I’ve forfeited a close relationship with my sister, a decade my junior, and I know my aging parents miss me. My wife feels similar guilt. I have friends who’ve said the same. How to quantify or describe the joys and emotional rewards of being present in the lives of loved ones? I wouldn’t know; I’ve chosen not to experience it.

Earlier this month, as my wife and I wrapped up our lives in Bangkok, I asked her broadly whether it’s a good thing or a bad thing to always be moving. She said it’s a bad thing, as her eyes welled at the thought of the clients she entrusted to the care of others (she works in legal aid). So why do we go? What do we gain? She said something to the effect of, “Because it expands us.”

Neither she nor I could figure out exactly what that means, to be expanded. To have our horizons broadened. I went hunting for writing on the topic.

Emerson

The best answer I found comes from an essay by Ralph Waldo Emerson called “Compensation.” Emerson didn’t believe the scripture teaching that the first would be last and the last would be first on Judgment Day. He believed the universe balances things right here on earth, through the constant changes happening around us and within us.

But most people don’t see change as a good thing. Especially when the change is bad, like the death of a loved one or a financial downturn, we fight it. “We are idolators of the old,” Emerson says. And so when the change inevitably comes, it seems abrupt. It hurts.

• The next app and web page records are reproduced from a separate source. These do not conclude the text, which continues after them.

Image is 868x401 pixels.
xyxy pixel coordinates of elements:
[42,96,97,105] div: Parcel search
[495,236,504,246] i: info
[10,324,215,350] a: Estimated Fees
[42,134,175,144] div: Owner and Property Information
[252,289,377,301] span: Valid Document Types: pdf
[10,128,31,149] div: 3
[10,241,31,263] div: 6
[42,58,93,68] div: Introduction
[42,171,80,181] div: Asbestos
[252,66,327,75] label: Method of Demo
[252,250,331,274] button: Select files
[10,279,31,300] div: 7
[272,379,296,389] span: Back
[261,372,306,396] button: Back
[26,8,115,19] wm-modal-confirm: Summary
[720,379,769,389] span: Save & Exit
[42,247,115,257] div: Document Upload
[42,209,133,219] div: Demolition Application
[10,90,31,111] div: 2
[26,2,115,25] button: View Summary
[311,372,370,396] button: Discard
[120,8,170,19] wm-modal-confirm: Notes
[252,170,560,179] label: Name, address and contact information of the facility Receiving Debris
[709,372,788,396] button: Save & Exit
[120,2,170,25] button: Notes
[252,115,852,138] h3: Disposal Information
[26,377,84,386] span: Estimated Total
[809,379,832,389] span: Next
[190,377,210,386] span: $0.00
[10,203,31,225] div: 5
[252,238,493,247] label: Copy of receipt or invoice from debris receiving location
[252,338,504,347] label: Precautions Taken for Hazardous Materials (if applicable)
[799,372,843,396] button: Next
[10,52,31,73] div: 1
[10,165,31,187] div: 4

What we ought to do is let our “worldly relations hang very loosely” around us. If we invite changes — instead of closing ourselves to them — then we allow ourselves to be swept up in their daily inevitability. We prime ourselves for new ideas and new friends. Most importantly, we become bearers of ideas for others. We are someone’s new friend.

In characteristic 19th-century prose, Emerson compares us to comfortable garden plants, ignorant of our potential and of the world beyond:

“The man or woman who would have remained a sunny garden-flower, with no room for its roots and too much sunshine for its head, by the falling of the walls and the neglect of the gardener, is made the banyan of the forest, yielding shade and fruit to wide neighborhoods of men.”

Ben Wolford is the editor of Latterly magazine, an independent publisher of international journalism.

*I suppose there’s a difference between restlessness and actual mobility. As a friend just pointed out, Millennials are the least mobile generation in the last 50 years because of the Great Recession, the Associated Press reported in 2013.